The field of study offered by Phœnician sculpture is remarkably limited: it consists of the bas-reliefs of certain sarcophagi, of votive stelæ and of meagre fragments of stone statues. The sarcophagi in human form, of which we have already spoken, though not of an earlier date than the Hellenic epoch, show us very clearly the Egyptian and Assyrian influences at work in Syria. If the form of the troughs is Egyptian, if the finest of them have actually been imported from Egypt, the sculptures with which they are decorated are altogether Assyrian. The symmetrically undulating curls of the beard are like those of the Ninevite colossi; only it is to be observed that the artist can handle his chisel like a Greek. From the time of the Seleucids, the physiognomy of these heads which stand out in high relief on the lid of the sepulchral trough, grows more and more Hellenic, and is modified in accordance with Greek models; so that if a chronological classification of all these monuments is undertaken, the most ancient would be those in which Egyptian and Assyrian influence is most marked; the most recent are those in which the Greek style finally prevailed.


Fig. 209.—Phœnician slab at Amrith (after Renan).

In the rare fragments of buildings anterior to the Macedonian epoch, observed in Phœnicia, the elements of decorative sculpture are borrowed from Egypt and Assyria: nowhere has an original motive of indigenous inspiration been found. The gate of a structure described by M. Renan at Umm el-Awamid has a lintel on which two small figures of Egyptian appearance are sculptured in adoration before the winged disk supported by uræi.[92] The Phœnicians imported this solar globe, even more ancient in Egypt than in Assyria, into every coast. It is found in Cyprus, Malta, Sardinia and Carthage, where it is carved on the votive stelæ of Tanit and Baal-Hammon. The sphinx is also one of the principal elements of Phœnician sculptures: not only its form, but even its posture, is copied from the sphinxes of the Egyptian temples; it reclines on a pedestal, and has upon its head the pshent and the uræus; but it has more than the Pharaonic sphinx—namely, wings borrowed from the Assyrian and Persian genii. Other fragments of architecture show us the motives of their decoration,—rosettes, palmettes, guilloches and denticulated designs of Assyria.

Astarte, on the stela of the king of Gebal, Jehaw-melek, has the costume, attitude, and attributes of the Egyptian Isis, while the king, standing before her, resembles the Ninevite monarchs in adoration before their favourite deities, or Darius and Xerxes on the bas-reliefs of Persepolis. A stela at Amrith represents a deity standing on a lion, an Assyrian subject already reproduced in Hittite bas-reliefs; a still greater similarity is seen in the lion’s cub held by the figure as by the hero Izdubar, and the energetic modelling of his limbs bears witness that the artist was educated at the school of Nineveh. And yet the god’s head-dress, and the winged disk placed above his head, are Egyptian in form.[93]

The study of sculpture in the round leads to the same conclusions. The Phœnician patœci, images of the god Pumai (a word from which Pygmy and Pygmalion are derived), were only copies of the Egyptian gods Bes or the embryo Ptah: this type of ugliness united to strength was carved in wood at the bows of the ships, in order to terrify the enemy. While statues found in Phœnicia are clothed with the Egyptian shenti, lions forming the doorposts at Umm el-Awamid are only half sculptured in the round: the head, fore-quarters and front paws are the only parts carved. Nothing could more directly recall the lions of the Assyrian palaces.

If the Chaldæans, as early as the time of Gudea, were accustomed to erect in their temples statues of kings, of pontiffs, or even of private individuals, whose image thus remained always present before the eyes of the deity, the Phœnicians took care not to renounce this habit. M. Renan relates that in an underground chamber near the maabed of Amrith a considerable number of fragments of white limestone statues was discovered; they were also found at Cyprus ([fig. 210]). These statues are iconic in character; they are portraits of the “masters of the sacrifices,” as the Phœnician texts call the devotees who had themselves represented in the very act of accomplishing their vows, in order that the deity might not forget them. The archaic statues lately found on the Acropolis at Athens seem also to have, if not the same iconic character, at any rate the same symbolic meaning.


**Problem statement**
Collect each line of the records containing the string "size".

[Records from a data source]
____________________

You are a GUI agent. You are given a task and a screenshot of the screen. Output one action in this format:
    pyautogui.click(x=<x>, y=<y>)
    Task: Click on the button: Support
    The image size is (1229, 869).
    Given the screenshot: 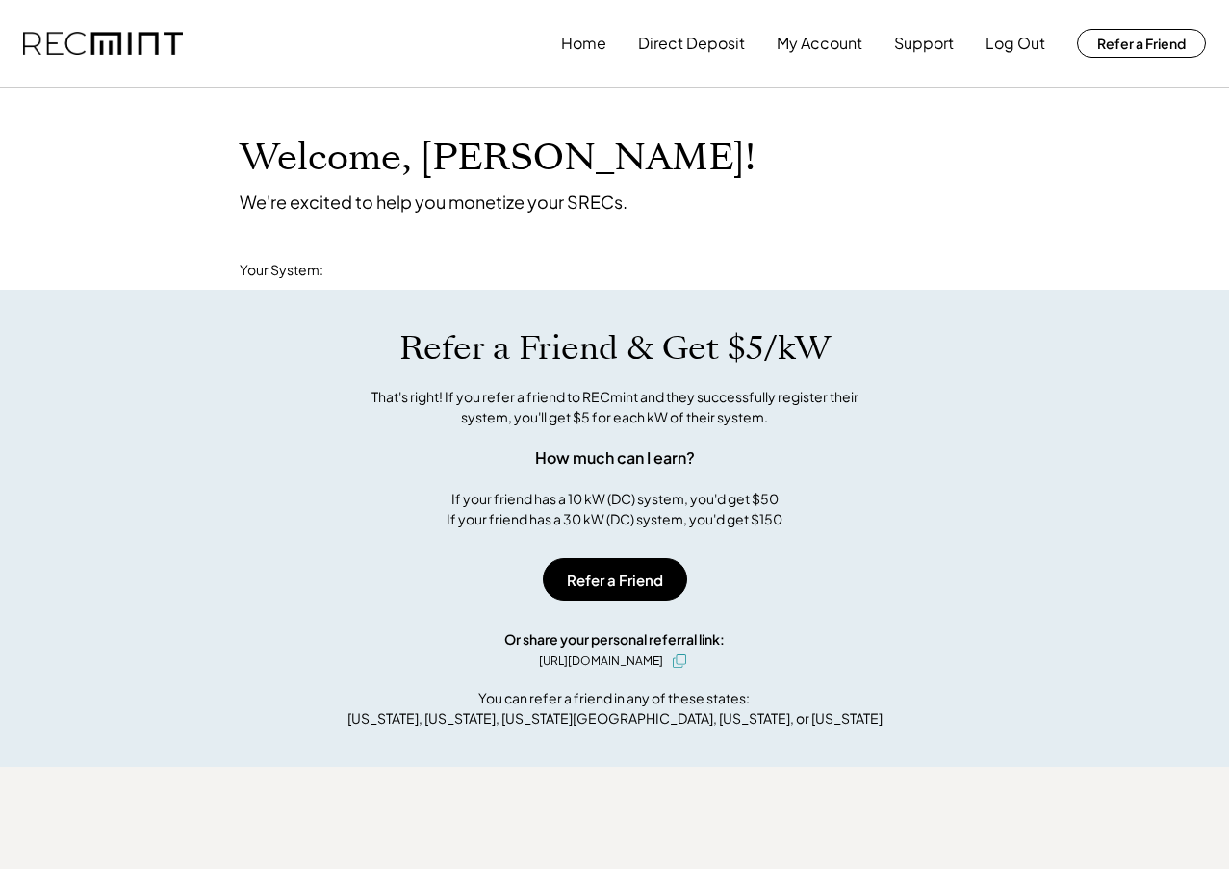 What is the action you would take?
    pyautogui.click(x=924, y=43)
    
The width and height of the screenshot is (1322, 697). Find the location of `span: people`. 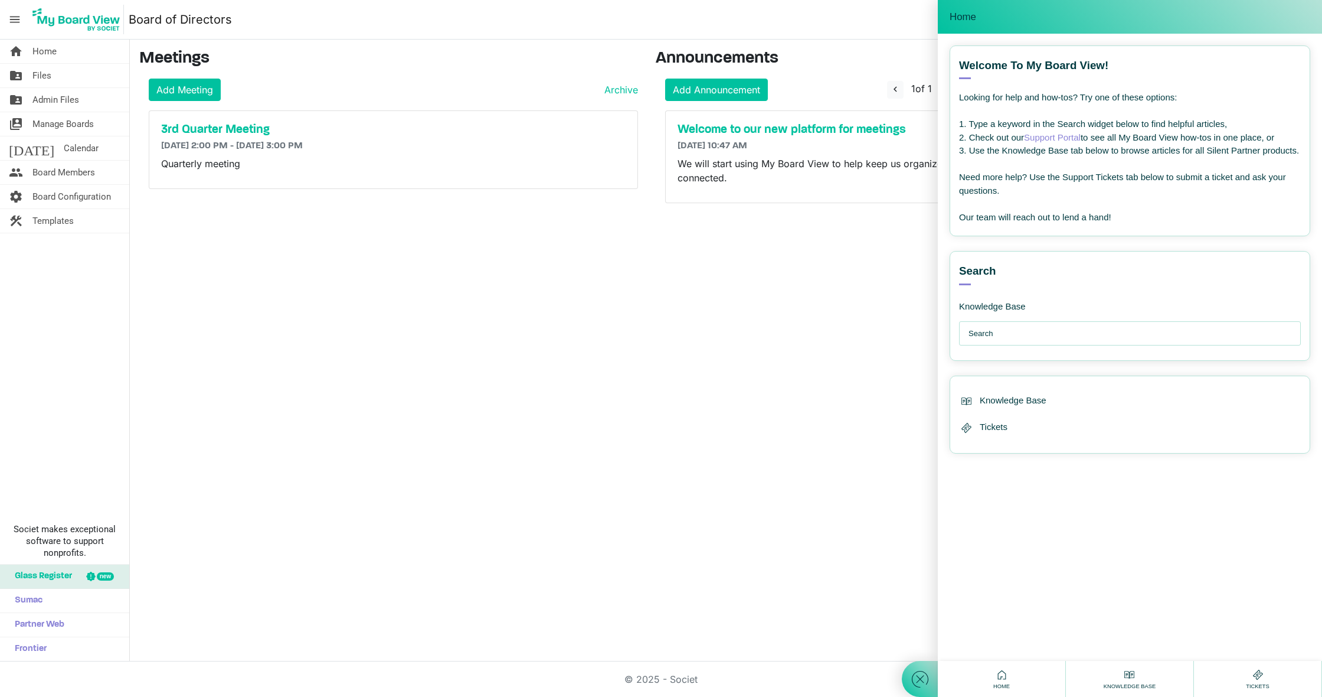

span: people is located at coordinates (16, 172).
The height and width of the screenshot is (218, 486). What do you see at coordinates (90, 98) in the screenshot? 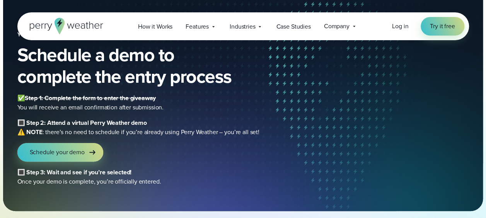
I see `s: Step 1: Complete the form to enter the giveaway` at bounding box center [90, 98].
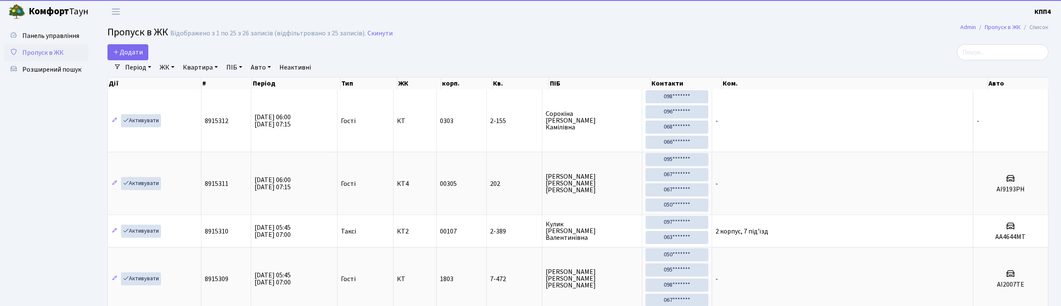 Image resolution: width=1061 pixels, height=306 pixels. What do you see at coordinates (369, 83) in the screenshot?
I see `th: Тип` at bounding box center [369, 83].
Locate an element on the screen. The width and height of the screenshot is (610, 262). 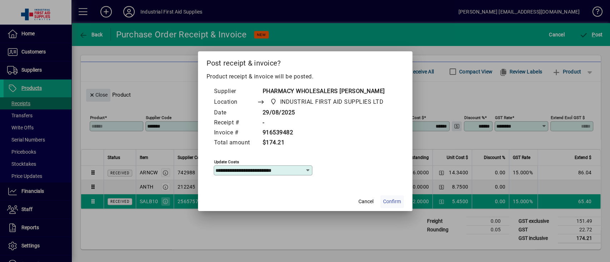
span: Confirm is located at coordinates (392, 202).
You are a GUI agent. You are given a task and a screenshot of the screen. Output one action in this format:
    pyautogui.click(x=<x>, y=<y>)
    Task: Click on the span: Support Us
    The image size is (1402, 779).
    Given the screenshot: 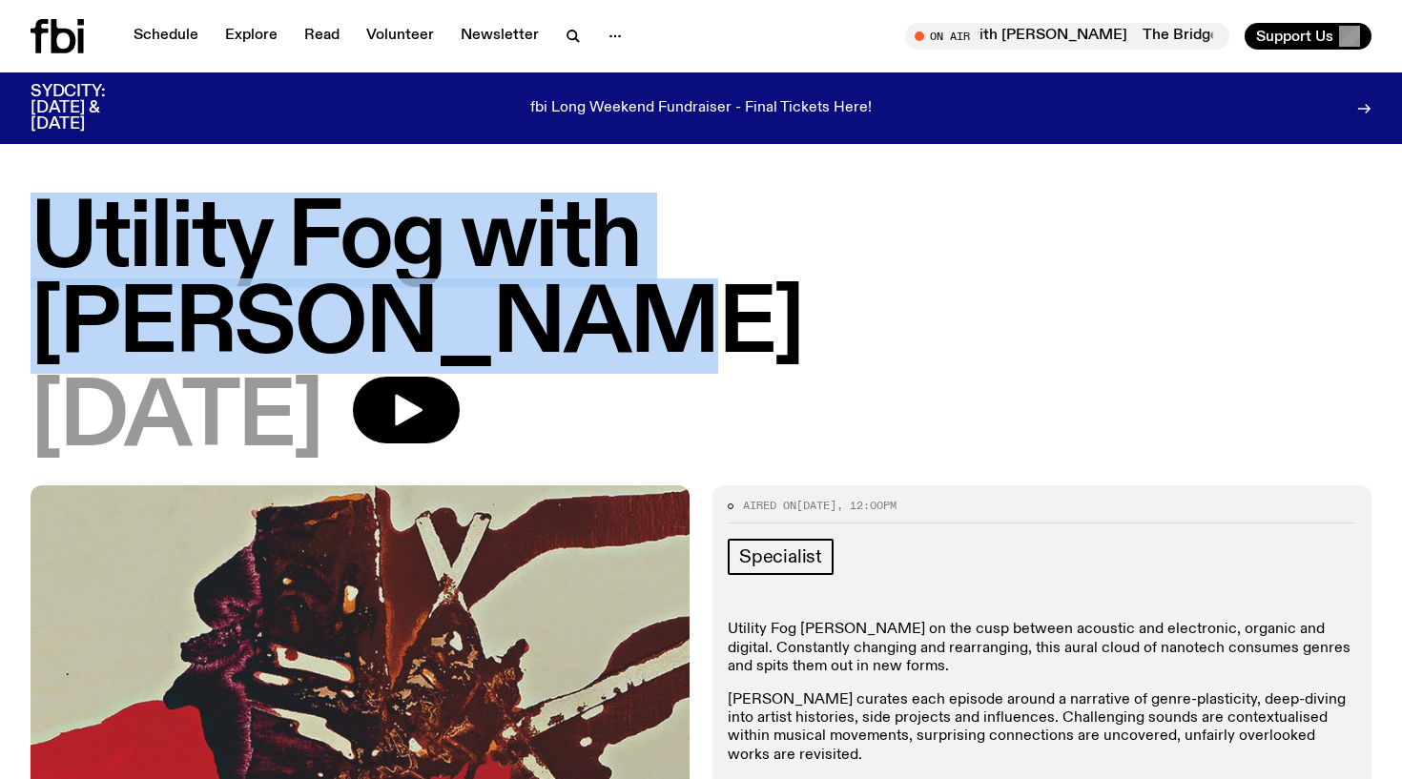 What is the action you would take?
    pyautogui.click(x=1294, y=36)
    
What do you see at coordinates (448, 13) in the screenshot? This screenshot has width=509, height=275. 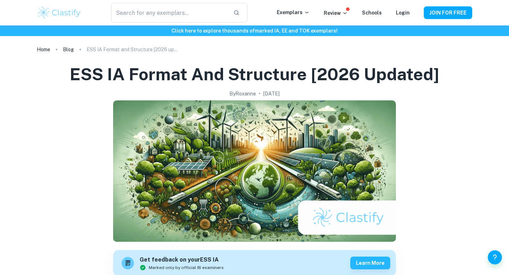 I see `button: JOIN FOR FREE` at bounding box center [448, 13].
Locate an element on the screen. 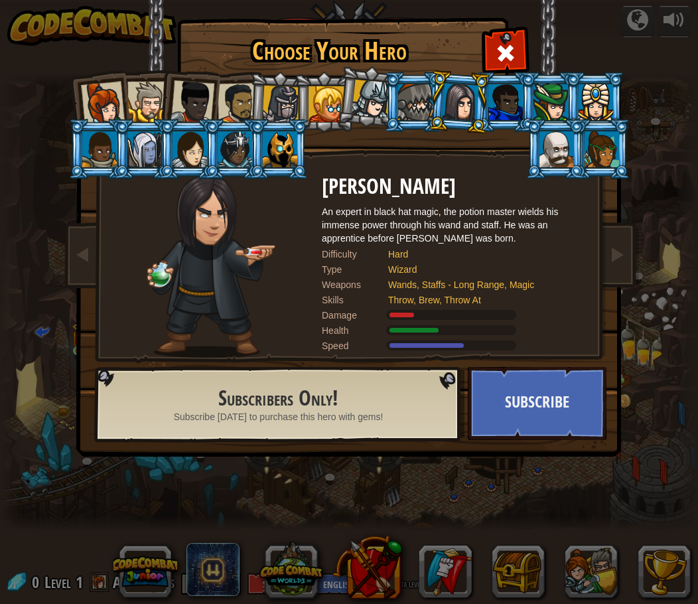 This screenshot has width=698, height=604. li: Alejandro the Duelist is located at coordinates (234, 102).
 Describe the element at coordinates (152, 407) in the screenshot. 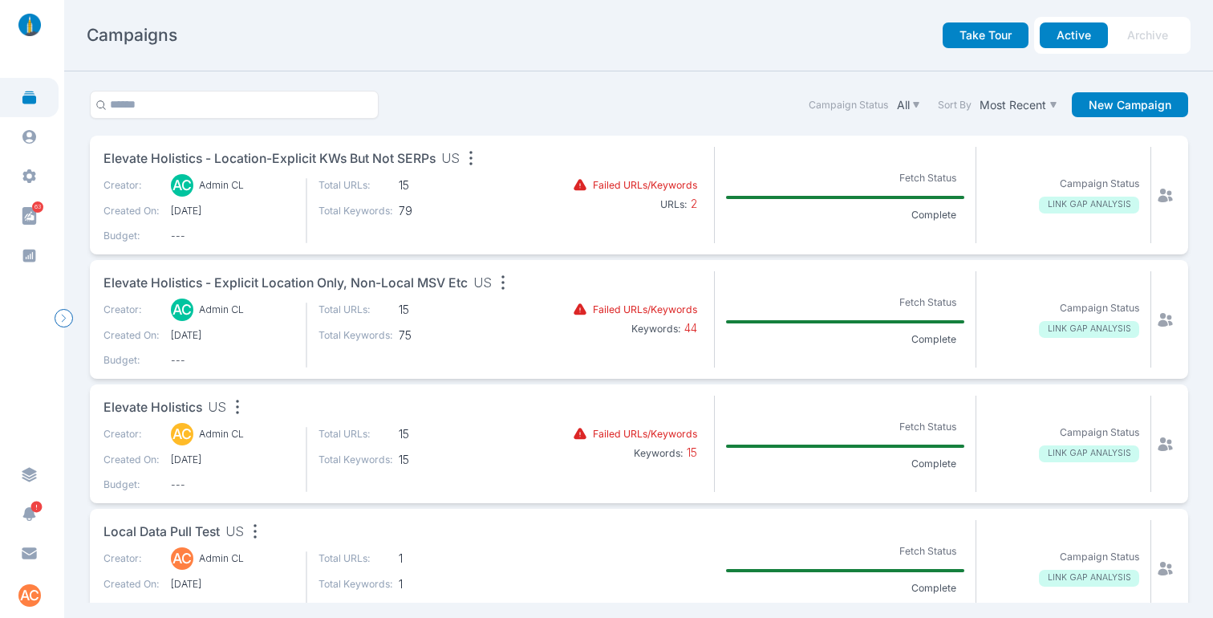

I see `span: Elevate Holistics` at that location.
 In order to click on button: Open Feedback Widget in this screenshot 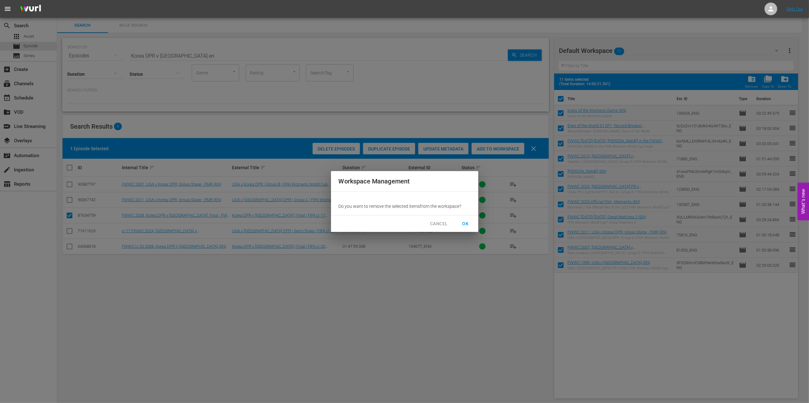, I will do `click(803, 202)`.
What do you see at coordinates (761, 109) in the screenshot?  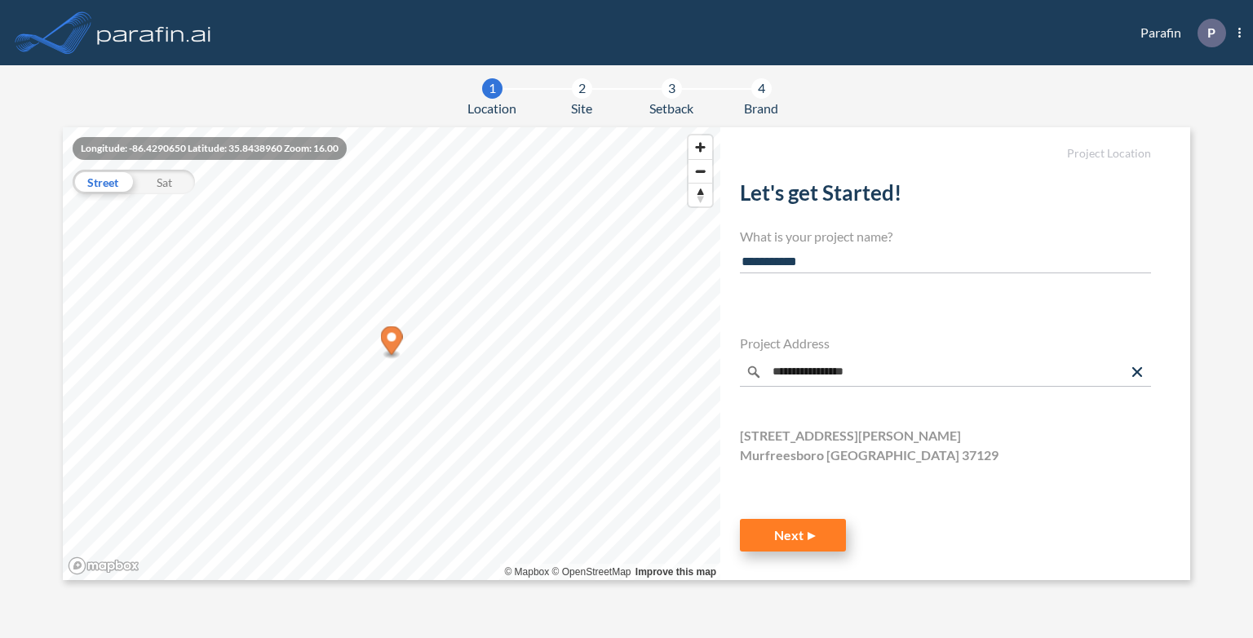 I see `span: Brand` at bounding box center [761, 109].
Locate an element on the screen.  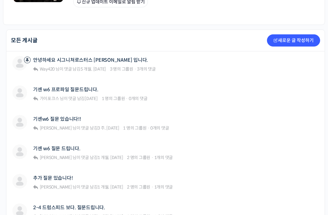
span: 3개의 댓글 is located at coordinates (147, 69).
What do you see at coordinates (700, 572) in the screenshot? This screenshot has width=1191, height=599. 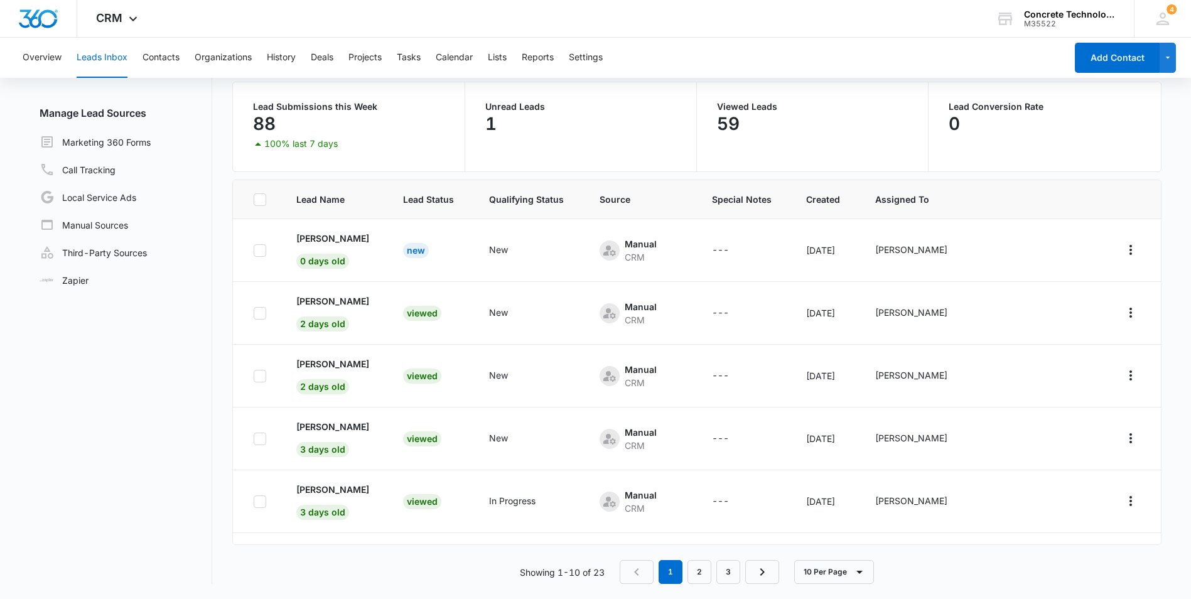 I see `a: Page 2` at bounding box center [700, 572].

____________________

**Result of this task**
    The image size is (1229, 869).
    The image size is (1402, 779).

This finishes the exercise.